Tick. Started high school. This week my firstborn crossed off another rite of passage on childhood's checklist. A little like a dinghy, usually my precious son just bobs about, sticking to the inner harbour, but increasingly, when the wind gets up, he is inclined to sail full steam ahead, filled with joyously reckless purpose. And while, for the most part, I am like a gull, circling helplessly above him, squawking fruitlessly of impending danger, on a good day I am a lighthouse, wise and unwavering, guiding him staunchly to safety.
The next five years stretch before us, as unknown as the open sea, and I am as terrified as the day my husband dragged me away from the door to the new entrants' class. This, though, is what his eight years of primary and intermediate schooling have taught me:
Do not worry if how they learn and what they learn is not how or what you were taught. Theirs is a new world, even more unrecognisable to you than perhaps the one you inherited from your parents was to them. Our children will work in different ways and face different perils; they will need these new strategies to prosper and survive.
Those lucky enough to attend schools enlightened to our changing world are being taught that gender is fluid, that diversity in all things is awesome. Do not poison their open minds and generous hearts with your old prejudices.
While school is key, it's not everything. By and large, what they are and who they will become is down to you, to what you discuss at the dinner table, and how you behave towards, and talk about, others.
Sometimes your child will get saddled with a dud teacher. Don't panic. Think of it as a good lesson in life, preparing them for how to manage that dud boss they will inevitably strike later on.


# [Exercise requirements]
In the listing below, tally the lines that hold "ciliary" and report that number by itself.

# [Given records]
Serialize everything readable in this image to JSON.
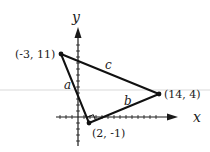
{
  "diagram": {
    "type": "coordinate-plane-triangle",
    "axes": {
      "x_label": "x",
      "y_label": "y",
      "axis_color": "#1a1a1a"
    },
    "vertices": [
      {
        "id": "A",
        "label": "(-3, 11)",
        "x": -3,
        "y": 11
      },
      {
        "id": "B",
        "label": "(14, 4)",
        "x": 14,
        "y": 4
      },
      {
        "id": "C",
        "label": "(2, -1)",
        "x": 2,
        "y": -1
      }
    ],
    "sides": [
      {
        "name": "a",
        "from": "A",
        "to": "C",
        "label": "a"
      },
      {
        "name": "b",
        "from": "C",
        "to": "B",
        "label": "b"
      },
      {
        "name": "c",
        "from": "A",
        "to": "B",
        "label": "c"
      }
    ],
    "right_angle_at": "C",
    "colors": {
      "line": "#111111",
      "background": "#ffffff",
      "faint_rule": "#d6d6d6"
    }
  }
}
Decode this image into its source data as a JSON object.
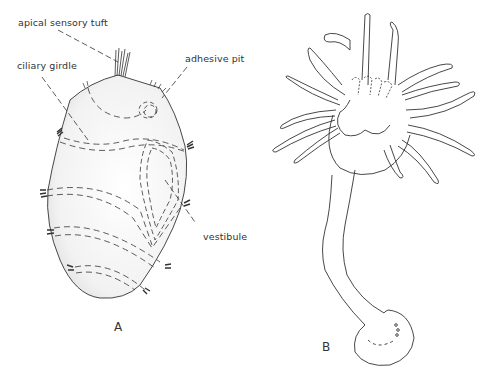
{
  "figure": {
    "panels": [
      {
        "id": "A",
        "letter": "A",
        "description": "larva with ciliary girdles",
        "labels": {
          "apical_sensory_tuft": "apical sensory tuft",
          "ciliary_girdle": "ciliary girdle",
          "adhesive_pit": "adhesive pit",
          "vestibule": "vestibule"
        }
      },
      {
        "id": "B",
        "letter": "B",
        "description": "stalked polyp with tentacles"
      }
    ],
    "colors": {
      "line": "#333333",
      "background": "#ffffff",
      "shading": "#d8d8d8"
    }
  }
}
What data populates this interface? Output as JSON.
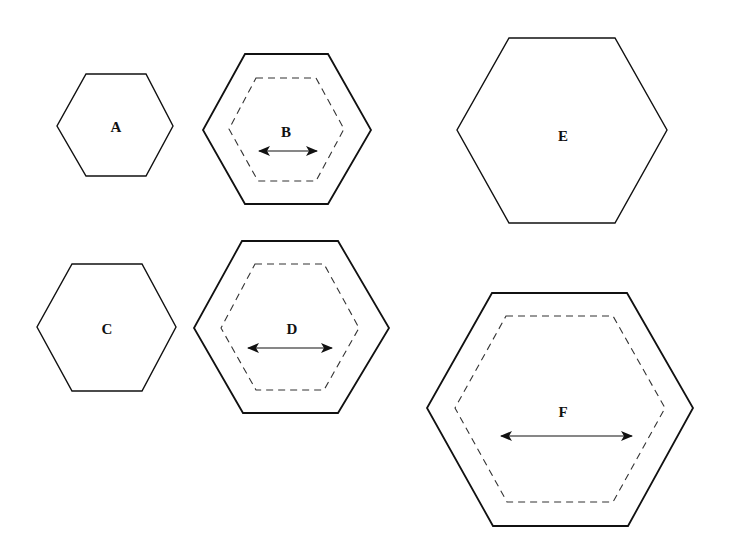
{
  "diagram": {
    "colors": {
      "stroke": "#111111",
      "dashed": "#333333",
      "background": "#ffffff"
    },
    "shapes": [
      {
        "label": "A",
        "style": "solid",
        "has_inner_dashed": false,
        "has_arrow": false
      },
      {
        "label": "B",
        "style": "solid-thick",
        "has_inner_dashed": true,
        "has_arrow": true
      },
      {
        "label": "C",
        "style": "solid",
        "has_inner_dashed": false,
        "has_arrow": false
      },
      {
        "label": "D",
        "style": "solid-thick",
        "has_inner_dashed": true,
        "has_arrow": true
      },
      {
        "label": "E",
        "style": "solid",
        "has_inner_dashed": false,
        "has_arrow": false
      },
      {
        "label": "F",
        "style": "solid-thick",
        "has_inner_dashed": true,
        "has_arrow": true
      }
    ]
  }
}
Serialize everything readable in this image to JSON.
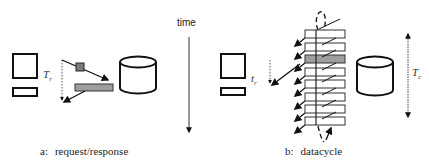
{
  "diagram": {
    "time_axis": {
      "label": "time",
      "direction": "down"
    },
    "panel_a": {
      "caption_prefix": "a:",
      "caption_text": "request/response",
      "client": {
        "type": "terminal",
        "label_main": "T",
        "label_sub": "r"
      },
      "server": {
        "type": "database-cylinder"
      },
      "request_packet_color": "#7a7a7a",
      "response_bar_color": "#9e9e9e"
    },
    "panel_b": {
      "caption_prefix": "b:",
      "caption_text": "datacycle",
      "client": {
        "type": "terminal",
        "label_main": "t",
        "label_sub": "r"
      },
      "server": {
        "type": "database-cylinder"
      },
      "cycle_slots": 8,
      "highlighted_slot": 3,
      "highlight_color": "#9e9e9e",
      "cycle_period": {
        "label_main": "T",
        "label_sub": "c"
      }
    }
  }
}
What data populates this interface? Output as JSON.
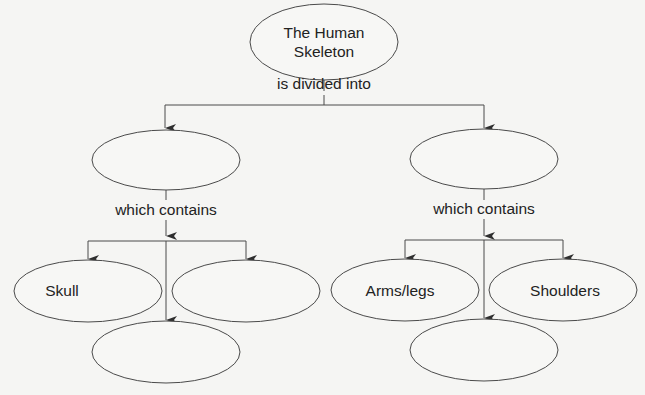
{
  "diagram": {
    "type": "concept-map",
    "root": {
      "label_line1": "The Human",
      "label_line2": "Skeleton"
    },
    "root_link": "is divided into",
    "branches": [
      {
        "label": "",
        "link": "which contains",
        "children": [
          {
            "label": "Skull"
          },
          {
            "label": ""
          },
          {
            "label": ""
          }
        ]
      },
      {
        "label": "",
        "link": "which contains",
        "children": [
          {
            "label": "Arms/legs"
          },
          {
            "label": ""
          },
          {
            "label": "Shoulders"
          }
        ]
      }
    ]
  },
  "colors": {
    "line": "#4a4a4a",
    "background": "#f5f5f3",
    "text": "#222222"
  }
}
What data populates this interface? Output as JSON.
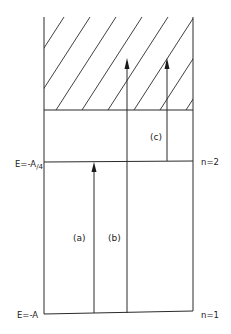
{
  "diagram": {
    "type": "energy-level-diagram",
    "levels": [
      {
        "id": "n1",
        "energy_label": "E=-A",
        "state_label": "n=1"
      },
      {
        "id": "n2",
        "energy_label": "E=-A/4",
        "energy_label_main": "E=-A",
        "energy_label_sub": "/4",
        "state_label": "n=2"
      }
    ],
    "continuum": {
      "label": "",
      "style": "diagonal-hatch"
    },
    "transitions": [
      {
        "id": "a",
        "label": "(a)",
        "from": "n=1",
        "to": "n=2"
      },
      {
        "id": "b",
        "label": "(b)",
        "from": "n=1",
        "to": "continuum"
      },
      {
        "id": "c",
        "label": "(c)",
        "from": "n=2",
        "to": "continuum"
      }
    ],
    "colors": {
      "line": "#2a2a2a",
      "background": "#ffffff"
    }
  }
}
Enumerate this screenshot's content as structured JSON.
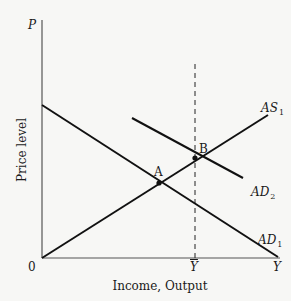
{
  "diagram": {
    "type": "AD-AS model",
    "axes": {
      "y_axis_symbol": "P",
      "y_axis_label": "Price level",
      "x_axis_label": "Income, Output",
      "origin_label": "0",
      "x_axis_end_symbol": "Y",
      "x_tick_label": "Y",
      "x_tick_note": "Y-bar (full-employment output)"
    },
    "curves": [
      {
        "id": "AD1",
        "label_main": "AD",
        "label_sub": "1",
        "slope": "downward"
      },
      {
        "id": "AD2",
        "label_main": "AD",
        "label_sub": "2",
        "slope": "downward"
      },
      {
        "id": "AS1",
        "label_main": "AS",
        "label_sub": "1",
        "slope": "upward"
      }
    ],
    "points": [
      {
        "label": "A",
        "at": "AD1 ∩ AS1"
      },
      {
        "label": "B",
        "at": "AD2 ∩ AS1 at Y-bar"
      }
    ],
    "reference_line": {
      "type": "dashed vertical",
      "at": "Y-bar"
    },
    "colors": {
      "line": "#111111",
      "axis": "#555555",
      "background": "#f7f7f5"
    }
  }
}
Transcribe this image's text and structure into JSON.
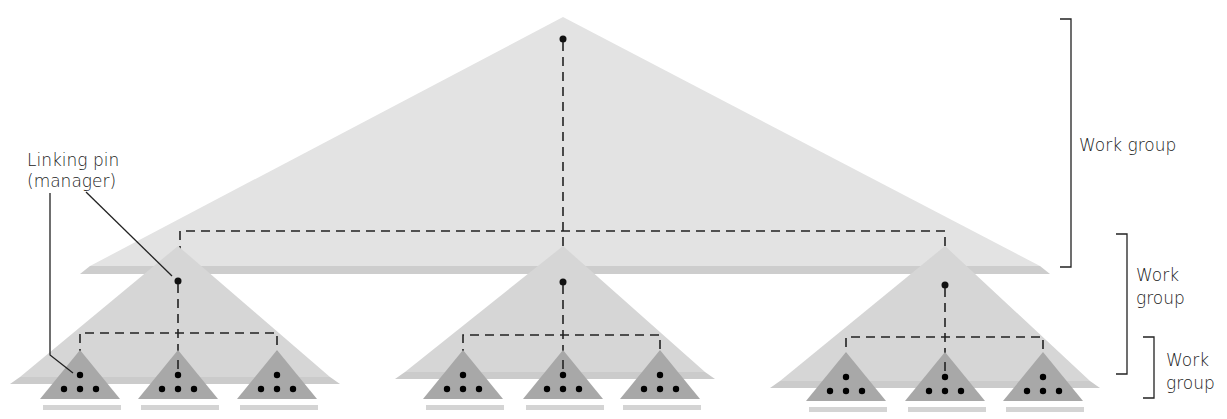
{
  "diagram": {
    "labels": {
      "linking_pin": "Linking pin",
      "linking_pin_sub": "(manager)",
      "work_group_top": "Work group",
      "work_group_mid_line1": "Work",
      "work_group_mid_line2": "group",
      "work_group_bottom_line1": "Work",
      "work_group_bottom_line2": "group"
    },
    "levels": [
      {
        "name": "top",
        "triangles": 1,
        "members_per_triangle": 1
      },
      {
        "name": "middle",
        "triangles": 3,
        "members_per_triangle": 1
      },
      {
        "name": "bottom",
        "triangles": 9,
        "members_per_triangle": 4
      }
    ],
    "colors": {
      "top_fill": "#e2e2e2",
      "top_shadow": "#cfcfcf",
      "mid_fill": "#d6d6d6",
      "mid_shadow": "#cacaca",
      "low_fill": "#a9a9a9",
      "low_shadow": "#d0d0d0",
      "line": "#222222"
    }
  }
}
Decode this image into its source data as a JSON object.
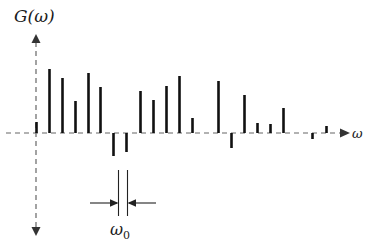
{
  "figure": {
    "title": "",
    "y_axis_label": "G(ω)",
    "x_axis_label": "ω",
    "spacing_annotation_label": "ω",
    "spacing_annotation_subscript": "0",
    "colors": {
      "stem": "#111111",
      "axis": "#555555",
      "background": "#ffffff",
      "annotation": "#1a1a1a"
    }
  },
  "chart_data": {
    "type": "bar",
    "title": "G(ω)",
    "xlabel": "ω",
    "ylabel": "G(ω)",
    "grid": false,
    "legend": null,
    "axis_ranges": {
      "x_pixels": [
        36,
        345
      ],
      "y_baseline_pixel": 133,
      "y_top_pixel": 38,
      "y_bottom_pixel": 233
    },
    "x": [
      0,
      1,
      2,
      3,
      4,
      5,
      6,
      7,
      8,
      9,
      10,
      11,
      12,
      13,
      14,
      15,
      16,
      17,
      18,
      19,
      20,
      21,
      22,
      23
    ],
    "x_pixels": [
      36,
      49,
      62,
      75,
      88,
      100,
      113,
      126,
      140,
      153,
      166,
      179,
      192,
      205,
      218,
      231,
      244,
      257,
      270,
      283,
      298,
      312,
      326,
      339
    ],
    "values": [
      11,
      64,
      55,
      32,
      60,
      46,
      -23,
      -19,
      42,
      33,
      47,
      57,
      15,
      0,
      52,
      -15,
      38,
      10,
      9,
      25,
      0,
      -6,
      7,
      0
    ],
    "categories": [
      "0",
      "ω₀",
      "2ω₀",
      "3ω₀",
      "4ω₀",
      "5ω₀",
      "6ω₀",
      "7ω₀",
      "8ω₀",
      "9ω₀",
      "10ω₀",
      "11ω₀",
      "12ω₀",
      "13ω₀",
      "14ω₀",
      "15ω₀",
      "16ω₀",
      "17ω₀",
      "18ω₀",
      "19ω₀",
      "20ω₀",
      "21ω₀",
      "22ω₀",
      "23ω₀"
    ],
    "ylim": [
      -30,
      95
    ],
    "annotations": [
      {
        "name": "omega0-spacing",
        "text": "ω₀",
        "from_x_pixel": 118,
        "to_x_pixel": 127,
        "y_pixel": 203,
        "style": "double-headed inward arrow between two vertical tick lines"
      }
    ]
  }
}
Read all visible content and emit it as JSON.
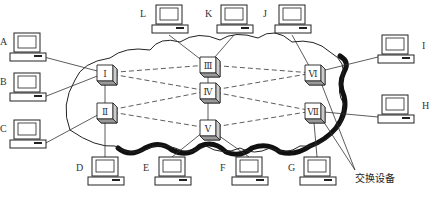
{
  "diagram": {
    "title": "",
    "annotation": "交换设备",
    "colors": {
      "line": "#333333",
      "cloud_shadow": "#111111",
      "background": "#ffffff"
    },
    "hosts": [
      {
        "id": "A",
        "label": "A",
        "x": 10,
        "y": 33
      },
      {
        "id": "B",
        "label": "B",
        "x": 10,
        "y": 73
      },
      {
        "id": "C",
        "label": "C",
        "x": 10,
        "y": 120
      },
      {
        "id": "D",
        "label": "D",
        "x": 88,
        "y": 157
      },
      {
        "id": "E",
        "label": "E",
        "x": 155,
        "y": 157
      },
      {
        "id": "F",
        "label": "F",
        "x": 232,
        "y": 157
      },
      {
        "id": "G",
        "label": "G",
        "x": 300,
        "y": 157
      },
      {
        "id": "H",
        "label": "H",
        "x": 378,
        "y": 95
      },
      {
        "id": "I",
        "label": "I",
        "x": 378,
        "y": 35
      },
      {
        "id": "J",
        "label": "J",
        "x": 275,
        "y": 5
      },
      {
        "id": "K",
        "label": "K",
        "x": 217,
        "y": 5
      },
      {
        "id": "L",
        "label": "L",
        "x": 152,
        "y": 5
      }
    ],
    "nodes": [
      {
        "id": "n1",
        "label": "Ⅰ",
        "x": 97,
        "y": 65
      },
      {
        "id": "n2",
        "label": "Ⅱ",
        "x": 97,
        "y": 103
      },
      {
        "id": "n3",
        "label": "Ⅲ",
        "x": 200,
        "y": 57
      },
      {
        "id": "n4",
        "label": "Ⅳ",
        "x": 200,
        "y": 83
      },
      {
        "id": "n5",
        "label": "Ⅴ",
        "x": 200,
        "y": 120
      },
      {
        "id": "n6",
        "label": "Ⅵ",
        "x": 305,
        "y": 65
      },
      {
        "id": "n7",
        "label": "Ⅶ",
        "x": 305,
        "y": 103
      }
    ],
    "links_solid": [
      [
        "A",
        "n1"
      ],
      [
        "B",
        "n1"
      ],
      [
        "C",
        "n2"
      ],
      [
        "D",
        "n2"
      ],
      [
        "n1",
        "n2"
      ],
      [
        "L",
        "n3"
      ],
      [
        "K",
        "n3"
      ],
      [
        "n3",
        "n4"
      ],
      [
        "n4",
        "n5"
      ],
      [
        "E",
        "n5"
      ],
      [
        "F",
        "n5"
      ],
      [
        "J",
        "n6"
      ],
      [
        "I",
        "n6"
      ],
      [
        "H",
        "n7"
      ],
      [
        "G",
        "n7"
      ]
    ],
    "links_dashed": [
      [
        "n1",
        "n3"
      ],
      [
        "n1",
        "n4"
      ],
      [
        "n2",
        "n4"
      ],
      [
        "n2",
        "n5"
      ],
      [
        "n3",
        "n6"
      ],
      [
        "n4",
        "n6"
      ],
      [
        "n4",
        "n7"
      ],
      [
        "n5",
        "n7"
      ]
    ]
  }
}
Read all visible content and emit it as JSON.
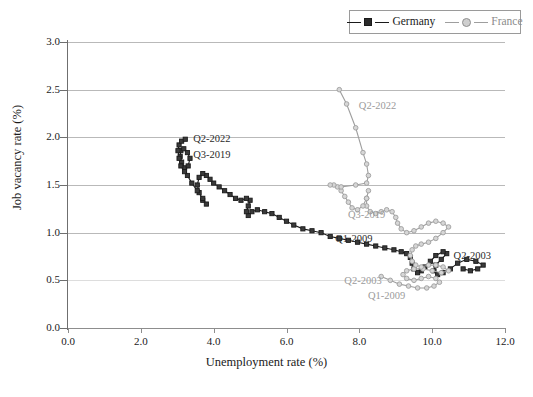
{
  "chart_data": {
    "type": "scatter",
    "title": "",
    "xlabel": "Unemployment rate (%)",
    "ylabel": "Job vacancy rate (%)",
    "xlim": [
      0.0,
      12.0
    ],
    "ylim": [
      0.0,
      3.0
    ],
    "xticks": [
      "0.0",
      "2.0",
      "4.0",
      "6.0",
      "8.0",
      "10.0",
      "12.0"
    ],
    "yticks": [
      "0.0",
      "0.5",
      "1.0",
      "1.5",
      "2.0",
      "2.5",
      "3.0"
    ],
    "grid": "horizontal",
    "legend_position": "top-right",
    "series": [
      {
        "name": "Germany",
        "color": "#1a1a1a",
        "marker": "square",
        "points": [
          [
            10.85,
            0.62
          ],
          [
            11.05,
            0.6
          ],
          [
            11.25,
            0.62
          ],
          [
            11.4,
            0.66
          ],
          [
            11.2,
            0.7
          ],
          [
            10.95,
            0.72
          ],
          [
            10.7,
            0.68
          ],
          [
            10.5,
            0.62
          ],
          [
            10.3,
            0.58
          ],
          [
            10.15,
            0.56
          ],
          [
            10.05,
            0.6
          ],
          [
            10.1,
            0.66
          ],
          [
            10.25,
            0.72
          ],
          [
            10.4,
            0.78
          ],
          [
            10.3,
            0.8
          ],
          [
            10.1,
            0.76
          ],
          [
            9.95,
            0.7
          ],
          [
            9.8,
            0.64
          ],
          [
            9.7,
            0.6
          ],
          [
            9.6,
            0.58
          ],
          [
            9.5,
            0.62
          ],
          [
            9.45,
            0.68
          ],
          [
            9.4,
            0.74
          ],
          [
            9.3,
            0.78
          ],
          [
            9.15,
            0.8
          ],
          [
            8.95,
            0.82
          ],
          [
            8.7,
            0.84
          ],
          [
            8.45,
            0.86
          ],
          [
            8.2,
            0.88
          ],
          [
            7.95,
            0.9
          ],
          [
            7.7,
            0.92
          ],
          [
            7.45,
            0.94
          ],
          [
            7.2,
            0.96
          ],
          [
            6.95,
            1.0
          ],
          [
            6.7,
            1.02
          ],
          [
            6.45,
            1.04
          ],
          [
            6.2,
            1.08
          ],
          [
            6.0,
            1.12
          ],
          [
            5.8,
            1.16
          ],
          [
            5.6,
            1.2
          ],
          [
            5.4,
            1.22
          ],
          [
            5.2,
            1.24
          ],
          [
            5.05,
            1.22
          ],
          [
            4.95,
            1.18
          ],
          [
            4.9,
            1.22
          ],
          [
            4.95,
            1.28
          ],
          [
            5.0,
            1.34
          ],
          [
            4.9,
            1.36
          ],
          [
            4.75,
            1.34
          ],
          [
            4.6,
            1.36
          ],
          [
            4.45,
            1.4
          ],
          [
            4.3,
            1.44
          ],
          [
            4.15,
            1.48
          ],
          [
            4.0,
            1.52
          ],
          [
            3.9,
            1.56
          ],
          [
            3.8,
            1.6
          ],
          [
            3.7,
            1.62
          ],
          [
            3.6,
            1.58
          ],
          [
            3.55,
            1.5
          ],
          [
            3.6,
            1.42
          ],
          [
            3.7,
            1.34
          ],
          [
            3.8,
            1.3
          ],
          [
            3.7,
            1.36
          ],
          [
            3.55,
            1.44
          ],
          [
            3.4,
            1.52
          ],
          [
            3.28,
            1.6
          ],
          [
            3.2,
            1.68
          ],
          [
            3.12,
            1.74
          ],
          [
            3.08,
            1.8
          ],
          [
            3.1,
            1.86
          ],
          [
            3.18,
            1.88
          ],
          [
            3.28,
            1.84
          ],
          [
            3.35,
            1.78
          ],
          [
            3.3,
            1.7
          ],
          [
            3.2,
            1.64
          ],
          [
            3.1,
            1.7
          ],
          [
            3.05,
            1.78
          ],
          [
            3.02,
            1.86
          ],
          [
            3.05,
            1.92
          ],
          [
            3.12,
            1.96
          ],
          [
            3.22,
            1.98
          ]
        ],
        "labels": [
          {
            "text": "Q2-2003",
            "x": 10.45,
            "y": 0.74
          },
          {
            "text": "Q1-2009",
            "x": 7.2,
            "y": 0.92
          },
          {
            "text": "Q3-2019",
            "x": 3.3,
            "y": 1.8
          },
          {
            "text": "Q2-2022",
            "x": 3.3,
            "y": 1.97
          }
        ]
      },
      {
        "name": "France",
        "color": "#9e9e9e",
        "marker": "circle",
        "points": [
          [
            8.6,
            0.54
          ],
          [
            8.85,
            0.5
          ],
          [
            9.1,
            0.46
          ],
          [
            9.35,
            0.44
          ],
          [
            9.6,
            0.42
          ],
          [
            9.85,
            0.42
          ],
          [
            10.05,
            0.44
          ],
          [
            10.2,
            0.48
          ],
          [
            10.1,
            0.52
          ],
          [
            9.9,
            0.54
          ],
          [
            9.7,
            0.52
          ],
          [
            9.5,
            0.5
          ],
          [
            9.3,
            0.52
          ],
          [
            9.2,
            0.56
          ],
          [
            9.3,
            0.6
          ],
          [
            9.5,
            0.62
          ],
          [
            9.75,
            0.62
          ],
          [
            10.0,
            0.6
          ],
          [
            10.25,
            0.58
          ],
          [
            10.45,
            0.6
          ],
          [
            10.3,
            0.64
          ],
          [
            10.1,
            0.66
          ],
          [
            9.9,
            0.66
          ],
          [
            9.7,
            0.64
          ],
          [
            9.55,
            0.66
          ],
          [
            9.45,
            0.7
          ],
          [
            9.4,
            0.76
          ],
          [
            9.45,
            0.82
          ],
          [
            9.55,
            0.86
          ],
          [
            9.7,
            0.88
          ],
          [
            9.9,
            0.9
          ],
          [
            10.1,
            0.94
          ],
          [
            10.3,
            1.0
          ],
          [
            10.45,
            1.06
          ],
          [
            10.3,
            1.1
          ],
          [
            10.1,
            1.12
          ],
          [
            9.9,
            1.1
          ],
          [
            9.7,
            1.06
          ],
          [
            9.5,
            1.02
          ],
          [
            9.3,
            1.0
          ],
          [
            9.15,
            1.04
          ],
          [
            9.05,
            1.1
          ],
          [
            9.0,
            1.16
          ],
          [
            8.9,
            1.22
          ],
          [
            8.75,
            1.24
          ],
          [
            8.6,
            1.22
          ],
          [
            8.45,
            1.2
          ],
          [
            8.3,
            1.22
          ],
          [
            8.2,
            1.28
          ],
          [
            8.2,
            1.36
          ],
          [
            8.25,
            1.44
          ],
          [
            8.2,
            1.36
          ],
          [
            8.1,
            1.28
          ],
          [
            7.95,
            1.24
          ],
          [
            7.8,
            1.26
          ],
          [
            7.7,
            1.32
          ],
          [
            7.6,
            1.38
          ],
          [
            7.5,
            1.44
          ],
          [
            7.4,
            1.48
          ],
          [
            7.3,
            1.5
          ],
          [
            7.2,
            1.5
          ],
          [
            7.5,
            1.48
          ],
          [
            7.9,
            1.5
          ],
          [
            8.2,
            1.52
          ],
          [
            8.25,
            1.6
          ],
          [
            8.2,
            1.72
          ],
          [
            8.1,
            1.84
          ],
          [
            7.9,
            2.1
          ],
          [
            7.65,
            2.35
          ],
          [
            7.45,
            2.5
          ]
        ],
        "labels": [
          {
            "text": "Q1-2009",
            "x": 8.1,
            "y": 0.33
          },
          {
            "text": "Q2-2003",
            "x": 7.45,
            "y": 0.48
          },
          {
            "text": "Q3-2019",
            "x": 7.55,
            "y": 1.18
          },
          {
            "text": "Q2-2022",
            "x": 7.85,
            "y": 2.32
          }
        ]
      }
    ]
  },
  "legend": {
    "germany": "Germany",
    "france": "France"
  }
}
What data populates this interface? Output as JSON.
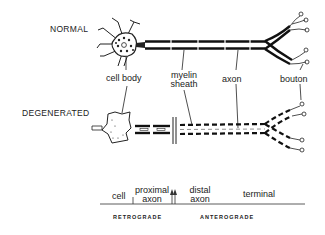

# [Result below]
2